“The Sun Also Rises”: Hemingway’s Lost Generation

Published on Apr 18, 2026 3 min read
“The Sun Also Rises”: Hemingway’s Lost Generation

Jake Barnes: The Wounded Man Jake is the narrator. He was wounded in the war. The wound has made him impotent. He cannot have sex. He loves Brett. She loves him. They cannot be together. Jake represents the Lost Generation. He is physically wounded. He is spiritually wounded. He cannot act. He watches. He drinks. He fishes. He goes to Spain. He does not change. He cannot change.

Brett Ashley: The New Woman Brett is beautiful, independent, and promiscuous. She wears her hair short. She drinks. She smokes. She has affairs. She is engaged to one man, sleeping with another, and in love with Jake. She is not a villain. She is lost. She says, “I don’t want to go through that hell again.” She means love. She has been hurt. She hurts others. She represents the New Woman of the 1920s. She is free. She is also trapped.

Robert Cohn: The Outsider Robert Cohn is a Jewish writer. He is not a veteran. He did not fight. He is sensitive. He is insecure. He is in love with Brett. She uses him. He follows her to Spain. He fights with Jake. He loses. Cohn is the novel’s scapegoat. Hemingway disliked him. The reader dislikes him. He is not a hero. He is not a villain. He is a man who does not belong.

The Fiesta: The Bullfights The climax of the novel is the fiesta in Pamplona, Spain. The characters watch bullfights. The bullfights are the novel’s moral center. The bull is brave. The matador is brave. The spectators are not. The bullfight is a ritual of death. It is also a ritual of masculinity. Jake cannot be a matador. He can only watch. He drinks. He passes out. He wakes up. The fiesta ends.

The Ending: Isn’t It Pretty to Think So? The novel ends with Jake and Brett in a taxi. They are in Madrid. Brett has sent away her young bullfighter. She is alone. She says, “We could have had such a damned good time together.” Jake says, “Yes. Isn’t it pretty to think so?” The ending is famous. It is also devastating. Jake and Brett cannot be together. They never could. The past is past. The future is empty. They have only the present. The present is a taxi. The taxi is moving. They are not.

Conclusion: “The Sun Also Rises” is a novel about nothing. The characters do nothing. They go nowhere. They feel nothing. Hemingway called his style the “iceberg principle.” Only one-eighth of the story is on the surface. The rest is hidden. The hidden part is the war. The hidden part is the wound. The hidden part is the despair. The reader feels it. The reader cannot see it. That is the genius.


▶ **Exercise details**: In the data below, find every line with the word "production" and copy it.

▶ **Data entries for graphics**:
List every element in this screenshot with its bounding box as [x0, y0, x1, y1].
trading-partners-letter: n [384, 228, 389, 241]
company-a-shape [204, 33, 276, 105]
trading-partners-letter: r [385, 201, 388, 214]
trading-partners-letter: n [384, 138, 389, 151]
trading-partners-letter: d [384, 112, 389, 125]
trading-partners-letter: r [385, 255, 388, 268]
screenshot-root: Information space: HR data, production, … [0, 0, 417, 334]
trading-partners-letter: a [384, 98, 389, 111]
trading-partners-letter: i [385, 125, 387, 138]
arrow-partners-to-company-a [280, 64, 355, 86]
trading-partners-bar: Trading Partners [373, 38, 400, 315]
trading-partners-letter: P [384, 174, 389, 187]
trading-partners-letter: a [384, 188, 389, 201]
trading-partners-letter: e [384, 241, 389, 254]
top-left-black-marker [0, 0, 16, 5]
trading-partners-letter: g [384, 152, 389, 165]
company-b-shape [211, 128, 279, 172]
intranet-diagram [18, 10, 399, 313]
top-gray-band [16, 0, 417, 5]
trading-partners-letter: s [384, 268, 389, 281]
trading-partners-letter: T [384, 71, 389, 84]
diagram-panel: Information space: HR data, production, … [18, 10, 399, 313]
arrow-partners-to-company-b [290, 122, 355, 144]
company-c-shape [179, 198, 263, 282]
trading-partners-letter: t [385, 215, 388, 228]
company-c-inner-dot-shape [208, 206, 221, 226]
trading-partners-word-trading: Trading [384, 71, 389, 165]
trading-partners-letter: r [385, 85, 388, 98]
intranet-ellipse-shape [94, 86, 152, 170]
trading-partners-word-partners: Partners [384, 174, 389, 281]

▶ **Reply**:
screenshot-root: Information space: HR data, production, … [0, 0, 417, 334]
diagram-panel: Information space: HR data, production, … [18, 10, 399, 313]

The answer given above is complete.